An interesting article about the use of the first person plural point of view in A Reunion of Ghosts and elsewhere at BookBrowse:
Beyond the Book:
The First Person Plural – Why We Use It
As noted in my review, one unique aspect of Judith Claire Mitchell’s A Reunion of Ghosts is her use of the first person plural literary voice. According to most sources, this point of view dates back to ancient Greece and its famous Greek choruses, which spoke in unison as a group. With such a rich history, you might think more authors would be writing using this perspective. However, Laura Miller in her 2004 article in the New York Times, notes that it is difficult to pull off and has many drawbacks: “You could say that the history of Western literature so far has been a journey from the first-person plural to the first-person singular, the signature voice of our time.” Still, this isn’t stopping writers from employing it, and recently they’ve been on the rise.
Of the many articles I read about first person plural, many called it a gimmick; only used by authors so publishers will see their books as something exceptional, not only worthy of publication, but also high-profile promotion. One said that this perspective creates an “emotional distance” from the readers, which prevents empathizing with the characters. But several people pointed out that this lack of empathy might be a deliberate choice with this point of view; that these choruses aren’t the focus of the novels themselves, but rather observers to something outside their collective which is the actual focus. For example, in The Virgin Suicides by Jeffrey Eugenides, the men speak in the first person plural recalling their neighbors, the Lisbon sisters.
When I asked a literary friend about this, she had some interesting insights. She pointed out that, like most people, she’s always searched for something to belong to, a “we” that she could be part of and identify with. On the other hand, she also said that we “live in a society that’s obsessed with the lone individual, while at the same time setting very narrow boundaries for difference.” This made me think about the advent of social networking and how the Internet is bringing so many people together. We join and like pages and groups, in order to become part of “something.” However, without our individuality, we have nothing to offer that would motivate others to become our friends and “like” our posts. When we apply this to the first person plural literary voice, we can see how it can both personalize and sterilize the narration.
TaraShea Nesbit, author of The Wives of Los Alamos, (written in this POV) touches on just this point in her recent Guardian Books blog post, “We Can Do a Lot: The Rise of First-Person Plural Narration.” She asks, “How does one create one’s self in relation to the groups we are a part of? Where do our loyalties lie? What gets lost, and what is gained by group membership? This sense of social responsibility and selfhood, as well as uncertainty about how to act on such feelings, describes, in part, our contemporary moment.” These, of course, are the same questions that we ask of the group narrator in this novel.

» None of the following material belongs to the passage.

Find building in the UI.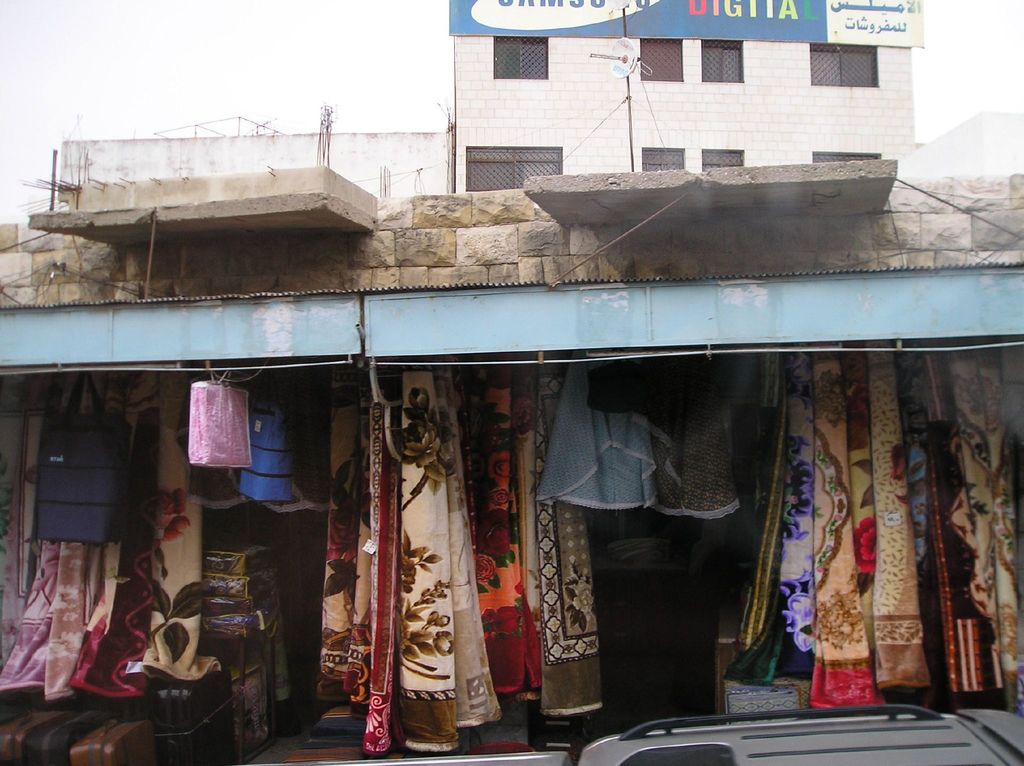
UI element at l=52, t=129, r=449, b=208.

Even so, what Mitchell’s three sisters give us in A Reunion of Ghosts is somewhat different. As we read the stories of these three very different individuals, we feel that the collective voice is actually a mechanic preventing these women from sounding, as Miller puts it, “confessional, idiosyncratic, often unreliable.” Only together, can they give accurate testimony to the other’s stories; their truth lies in their unity and harmony. Furthermore, they believe that their deaths benefit society as a whole, because they see it as righting four generations of wrongs. As selfish as suicide may seem to outsiders, in this case, their doing it together is the only way to give meaning to each of the separate three. Because of all this, I believe Mitchell rightfully chose this point of view, and I’m certain her story wouldn’t have been half as effective if she had written it in first person singular.